By Brian McDonald
This book from Brian McDonald provides a good grounding for writers on how to build a story structure that won’t stick out obviously to the audience. McDonald calls this “invisible ink” because he feels the object should be that storytelling should be so seamless that the audience does not realize how the storyteller has shaped the tale.
McDonald very thoroughly explains seven basic step questions that will help the writer shape the structure. When I read it, I was startled with how simple they were, but I immediately saw their value. I keep a file of what I call “writing guides” to help me structure stories, and McDonald’s Seven Steps promptly joined the collection, to be used as one of my first steps in starting a story.
He then goes on to discuss the armature of the story. In one short section on what he calls “joke exercise,” he points out the importance of setting up elements if you want to have a specific pay off. McDonald spends a chapter on what could be called “pain” issues, and his insights open whole vistas on what can provide this element in your story.
In addition to sections on dialogue and what he calls “superior position” in storytelling, McDonald includes a chapter on how to handle critiques. Things can easily go wrong in a story and writers who want to do better have to learn how to “hear” critiques. McDonald’s advice on this should be kept at hand by every writer.
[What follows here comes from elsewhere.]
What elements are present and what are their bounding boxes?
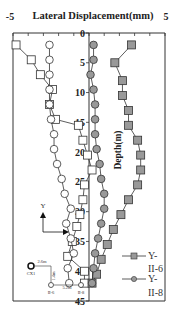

What the commentators say may need “translation” to be of use to the writer, and McDonald instructs you on how to do this.
The cream of this book comes at the end when McDonald includes the script for his wonderful short film, White Face. He follows it with an analytic description of the structure of the short, the “invisible ink” in his own storytelling in the mock documentary.
This book deserves to be on any writer’s work shelf.